Brent Cash Albums (Fair Use)

There’s a case to be made that pop-music nostalgia as we now know it started in the 1970s with the idealized version of the 1950s seen in Happy Days and Grease. The Sixties got their due in the following decade and affection for the Eighties is still going strong. The Seventies, however, remain lost in the shuffle. Whether that’s a side effect of the truly innovative artists for the most part not being hugely popular or a sense of collective embarrassment about the music that was hugely popular, it still feels like a significant oversight. Punk rock notwithstanding, the Seventies were a decade whose pop music was typically characterized by exemplary craftsmanship. That trait is often seen as being at odds with authentic artistic expression, a view the best music of the era thoroughly contradicts. While it may have been the decade of The Carpenters and KC & the Sunshine Band, it was equally the heyday of Carole King and Fleetwood Mac.

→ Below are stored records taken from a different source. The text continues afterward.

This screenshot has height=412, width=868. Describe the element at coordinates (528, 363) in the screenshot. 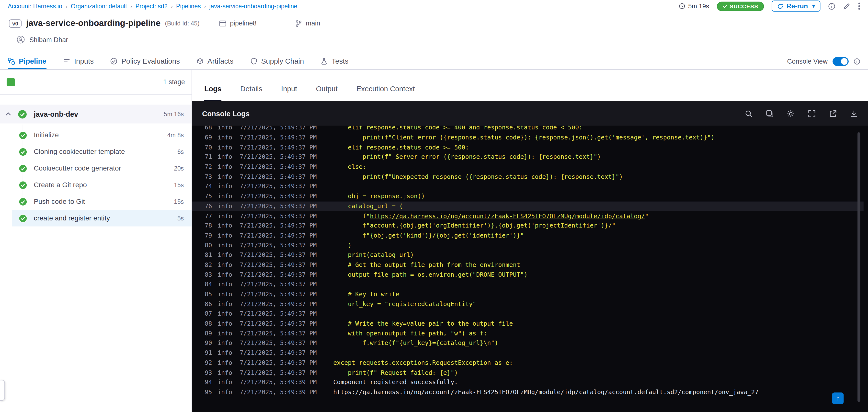

I see `log-line: 92info7/21/2025, 5:49:37 PMexcept reques…` at that location.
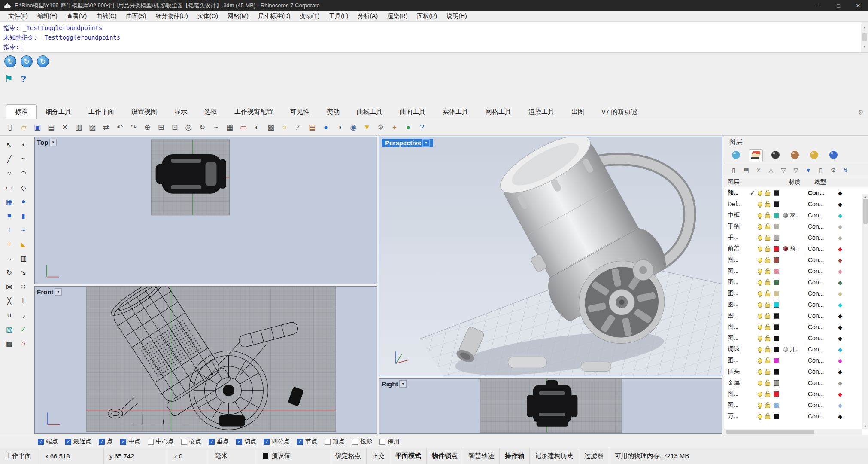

[amazon template=right aligned image&asin=B01M3XF00X]That’s a thought that clearly isn’t lost on the Athens, Georgia-based musician Brent Cash, whose third album The New High was released in January. Going back to his debut album, 2008’s How Will I Know If I’m Awake, Cash’s music has had a decidedly retro feel. That feel intensified on 2011’s How Strange It Seems and remains on display in the new album – but with a definite twist.

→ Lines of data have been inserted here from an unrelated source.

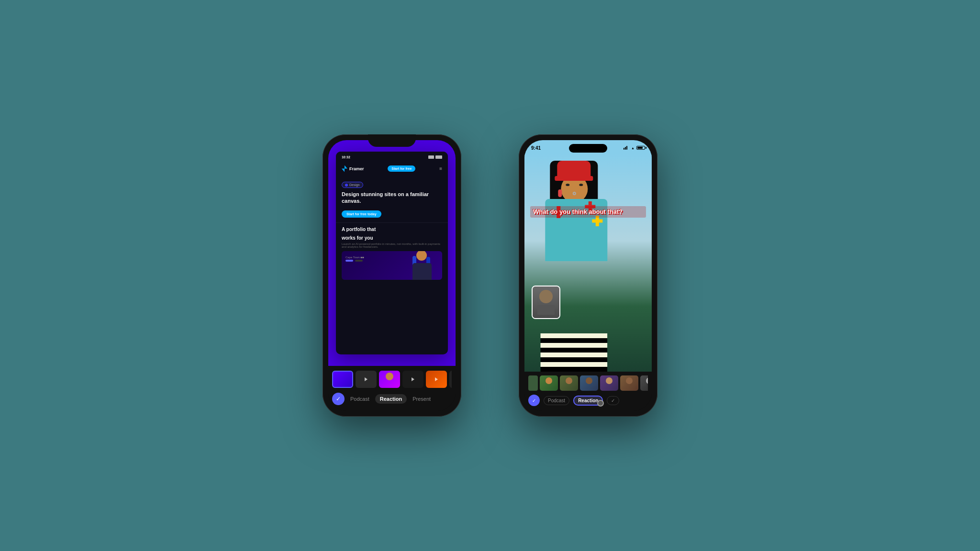 The height and width of the screenshot is (551, 980). I want to click on framer-time: 10:32, so click(346, 157).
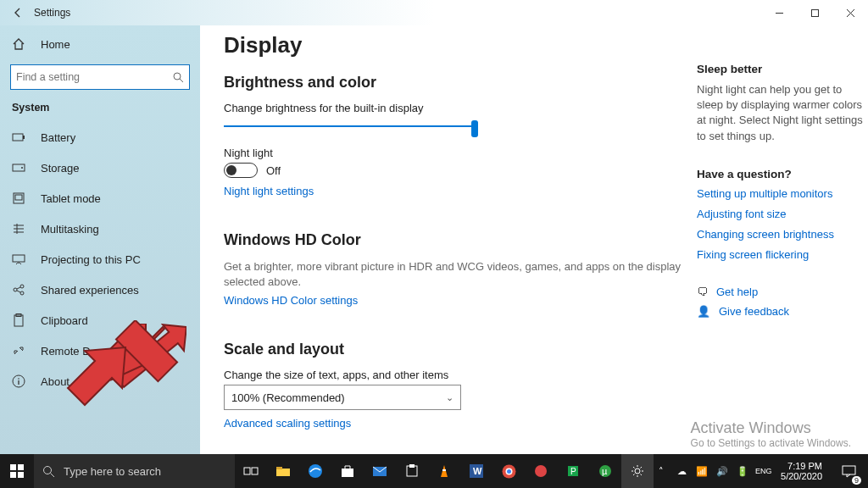  I want to click on scale-size-select: 100% (Recommended) ⌄, so click(342, 397).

As enjoyable as the earlier albums are, sometimes the songs felt a bit too familiar, even self-conscious, in their simulation of vintage AM pop, as on “Only Time” and “It’s Easier Without Her” (from the first and second albums respectively). In contrast, The New High is a self-assured move beyond just recreating the sound. Certain songs may call to mind particular artists, such as “I’m Looking Up” which echoes many of the piano-based songs on Carole King’s Tapestry, but the voice is Cash’s both literally and metaphorically.

That song also highlights an element that could easily get overlooked amid the excellent arrangements. As the line “I’m looking up where a dragonfly and a jet nearly have a fight over my field of vision” demonstrates, Cash’s gift for evoking a bygone era of pop music is matched by a knack for evocative lyrics. With songs like “Every Inflection” mixing a sly melody with lines like “Has it always been just one sky, or thousands through the age?”, it’s clear that Cash is an artist with more in mind than just surfaces.

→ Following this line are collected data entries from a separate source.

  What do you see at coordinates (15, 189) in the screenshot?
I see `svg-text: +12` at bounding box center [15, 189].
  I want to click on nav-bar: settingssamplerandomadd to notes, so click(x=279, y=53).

That’s a point that Cash makes quite early on the album with the second song “Out for Blood.” Another piano-driven piece, it sets the scene with talk of “turning arrows into honey back to arrows once again” and “making music into poison.” That balance of sweet melody and tart lyric is very much representative of the overall record; a reminder that the intersection of melody and craftsmanship remains a worthwhile path to uncovering excellent pop music.

Don Klees

Photo Credit: Three Brent Cash Albums (Fair Use)

PS. You may also enjoy some of our posts looking back on ’70s music: Where Were You When…Fleetwood Mac’s “Rumours” Topped the Charts?, Paul McCartney’s “Ram” Reconsidered, and Remembering Elton’s “Don’t Shoot Me.”